A Quote by Martin Luther King, Jr.

Morality cannot be legislated, but behavior can be regulated. Judicial decrees may not change the heart, but they can restrain the heartless. — © Martin Luther King, Jr.
Morality cannot be legislated, but behavior can be regulated. Judicial decrees may not change the heart, but they can restrain the heartless.
It may be true that the law cannot change the heart but it can restrain the heartless.
There are always those who say legislation can't solve the problem. There is a half-truth involved here. It is true that legislation cannot solve the whole problem. It can solve some of the problem. It may be true that morality can't be legislated, but behavior can be regulated.
The Constitution was not written to restrain the citizen's behavior, it was writtne to restrain the government's behavior.
Unless we believe the gospel, we will be driven in all we do-whether obeying or disobeying-by pride ('self-love') or fear ('of damnation'). Apart from 'grateful remembering' of the gospel, all good works are done then for sinful motives. Mere moral effort may restrain the heart, but does not truly change the heart. Moral effort merely 'jury rigs' the evil of the heart to produce moral behavior out of self-interest. It is only a matter of time before such a thin tissue collapses.
Etiquette is about all of human social behavior. Behavior is regulated by law when etiquette breaks down or when the stakes are high - violations of life, limb, property and so on. Barring that, etiquette is a little social contract we make that we will restrain some of our more provocative impulses in return for living more or less harmoniously in a community.
A change of heart leads to change in behavior, and a change in behavior leads to changing the world.
Beware of greed and remain pure and just. Restrain yourself from every vice. He who cannot restrain himself, how will he be able to teach others restraint?
These decrees of yours are no different from spiders' webs. They'll restrain anyone weak and insignificant who gets caught in them, but they'll be torn to shreds by people with power and wealth.
The confidentiality of the judicial process would not matter greatly to an understanding and evaluation of the legal system if the consequences of judicial behavior could be readily determined. If you can determine the ripeness of a cantaloupe by squeezing or smelling it, you don't have to worry about the produce clerk's mental processes.
We will not make inroads into the gun-violence problem until we acknowledge the underlying causes of youth behavior today, compared to yesterday. ... we must come to the realization that laws and regulations alone cannot produce a civilized society. It's morality that is society's first line of defense against uncivilized behavior.
All children are heartless. They have not grown a heart yet, which is why they can climb tall trees and say shocking things and leap so very high that grown-up hearts flutter in terror. Hearts weigh quite a lot. That is why it takes so long to grow one. But, as in their reading and arithmetic and drawing, different children proceed at different speeds. (It is well known that reading quickens the growth of a heart like nothing else.) Some small ones are terrible and fey, Utterly Heartless. Some are dear and sweet and Hardly Heartless at all.
True repentance involves a change of heart and not just a change of behavior.
There are three ways to correct our faults:We can change through behavior We can change through understanding We can change heart
This principle that judges are not politicians lies at the very heart of a judicial job - of the judicial job description.
People must be changed...goodness cannot be legislated.
A technical solution may be defined as one that requires a change only in the techniques of the natural sciences, demanding little or nothing in the way of change in human values or ideas of morality.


The problem ▸ Please write out all the data that follows exactly, without the pictures.

Information ▸

•••••

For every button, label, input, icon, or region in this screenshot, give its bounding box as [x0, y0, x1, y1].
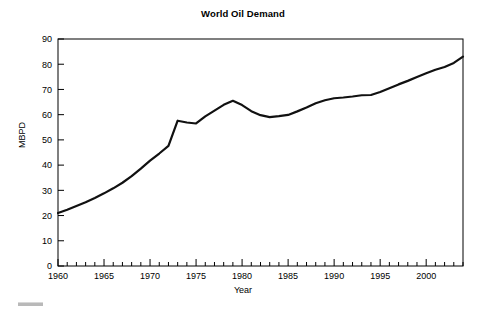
- x-tick-label: 2000: [416, 271, 436, 281]
- x-tick-label: 1990: [324, 271, 344, 281]
- line-chart-plot: 0102030405060708090 19601965197019751980…: [0, 0, 486, 312]
- x-axis-tick-labels: 196019651970197519801985199019952000: [48, 271, 436, 281]
- y-tick-label: 80: [42, 60, 52, 70]
- y-tick-label: 10: [42, 236, 52, 246]
- chart-figure: World Oil Demand MBPD Year 0102030405060…: [0, 0, 486, 312]
- x-tick-label: 1975: [186, 271, 206, 281]
- y-tick-label: 30: [42, 186, 52, 196]
- y-tick-label: 0: [47, 261, 52, 271]
- y-tick-label: 20: [42, 211, 52, 221]
- x-tick-label: 1980: [232, 271, 252, 281]
- x-tick-label: 1965: [94, 271, 114, 281]
- x-tick-label: 1995: [370, 271, 390, 281]
- x-tick-label: 1985: [278, 271, 298, 281]
- x-tick-label: 1970: [140, 271, 160, 281]
- y-tick-label: 50: [42, 135, 52, 145]
- plot-frame: [58, 39, 463, 266]
- y-tick-label: 40: [42, 160, 52, 170]
- y-tick-label: 60: [42, 110, 52, 120]
- y-axis-tick-labels: 0102030405060708090: [42, 34, 52, 271]
- y-tick-label: 70: [42, 85, 52, 95]
- y-tick-label: 90: [42, 34, 52, 44]
- scan-artifact-mark: [18, 302, 43, 306]
- x-tick-label: 1960: [48, 271, 68, 281]
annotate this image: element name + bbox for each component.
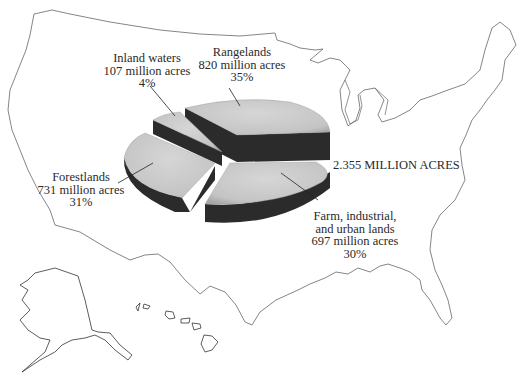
total-acres-label: 2.355 MILLION ACRES bbox=[333, 159, 460, 172]
label-rangelands-name: Rangelands bbox=[187, 46, 297, 59]
label-rangelands-pct: 35% bbox=[187, 71, 297, 84]
label-inland-pct: 4% bbox=[92, 77, 202, 90]
pie-chart bbox=[118, 86, 330, 223]
label-inland-waters: Inland waters 107 million acres 4% bbox=[92, 52, 202, 90]
label-rangelands: Rangelands 820 million acres 35% bbox=[187, 46, 297, 84]
alaska-outline bbox=[20, 268, 132, 372]
label-farm-name-1: Farm, industrial, bbox=[300, 210, 410, 223]
label-inland-name: Inland waters bbox=[92, 52, 202, 65]
label-farm-pct: 30% bbox=[300, 248, 410, 261]
label-forest-name: Forestlands bbox=[26, 171, 136, 184]
label-farm-amount: 697 million acres bbox=[300, 235, 410, 248]
hawaii-outline bbox=[136, 303, 218, 352]
label-forestlands: Forestlands 731 million acres 31% bbox=[26, 171, 136, 209]
label-farm-industrial-urban: Farm, industrial, and urban lands 697 mi… bbox=[300, 210, 410, 260]
great-lakes-outline bbox=[345, 80, 388, 124]
label-forest-pct: 31% bbox=[26, 196, 136, 209]
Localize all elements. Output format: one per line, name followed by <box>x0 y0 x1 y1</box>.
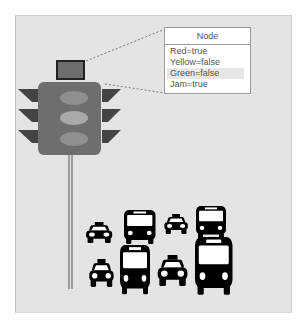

•••••

Solved problem ▸
For every button, label, input, icon, or region in this screenshot, give its bounding box as [x0, y0, x1, y1].
- x-tick-label: 2000: [416, 271, 436, 281]
- x-tick-label: 1990: [324, 271, 344, 281]
- line-chart-plot: 0102030405060708090 19601965197019751980…: [0, 0, 486, 312]
- x-axis-tick-labels: 196019651970197519801985199019952000: [48, 271, 436, 281]
- y-tick-label: 80: [42, 60, 52, 70]
- y-tick-label: 10: [42, 236, 52, 246]
- chart-figure: World Oil Demand MBPD Year 0102030405060…: [0, 0, 486, 312]
- x-tick-label: 1975: [186, 271, 206, 281]
- y-tick-label: 30: [42, 186, 52, 196]
- y-tick-label: 0: [47, 261, 52, 271]
- y-tick-label: 20: [42, 211, 52, 221]
- x-tick-label: 1980: [232, 271, 252, 281]
- x-tick-label: 1965: [94, 271, 114, 281]
- x-tick-label: 1995: [370, 271, 390, 281]
- x-tick-label: 1985: [278, 271, 298, 281]
- x-tick-label: 1970: [140, 271, 160, 281]
- y-tick-label: 50: [42, 135, 52, 145]
- plot-frame: [58, 39, 463, 266]
- y-tick-label: 40: [42, 160, 52, 170]
- y-tick-label: 60: [42, 110, 52, 120]
- y-axis-tick-labels: 0102030405060708090: [42, 34, 52, 271]
- y-tick-label: 70: [42, 85, 52, 95]
- y-tick-label: 90: [42, 34, 52, 44]
- scan-artifact-mark: [18, 302, 43, 306]
- x-tick-label: 1960: [48, 271, 68, 281]
annotate this image: element name + bbox for each component.
total-acres-label: 2.355 MILLION ACRES bbox=[333, 159, 460, 172]
label-rangelands-name: Rangelands bbox=[187, 46, 297, 59]
label-rangelands-pct: 35% bbox=[187, 71, 297, 84]
label-inland-pct: 4% bbox=[92, 77, 202, 90]
pie-chart bbox=[118, 86, 330, 223]
label-inland-waters: Inland waters 107 million acres 4% bbox=[92, 52, 202, 90]
label-rangelands: Rangelands 820 million acres 35% bbox=[187, 46, 297, 84]
alaska-outline bbox=[20, 268, 132, 372]
label-farm-name-1: Farm, industrial, bbox=[300, 210, 410, 223]
label-inland-name: Inland waters bbox=[92, 52, 202, 65]
label-farm-pct: 30% bbox=[300, 248, 410, 261]
label-forest-name: Forestlands bbox=[26, 171, 136, 184]
label-farm-amount: 697 million acres bbox=[300, 235, 410, 248]
hawaii-outline bbox=[136, 303, 218, 352]
label-forestlands: Forestlands 731 million acres 31% bbox=[26, 171, 136, 209]
label-farm-industrial-urban: Farm, industrial, and urban lands 697 mi… bbox=[300, 210, 410, 260]
great-lakes-outline bbox=[345, 80, 388, 124]
label-forest-pct: 31% bbox=[26, 196, 136, 209]
Localize all elements. Output format: one per line, name followed by <box>x0 y0 x1 y1</box>.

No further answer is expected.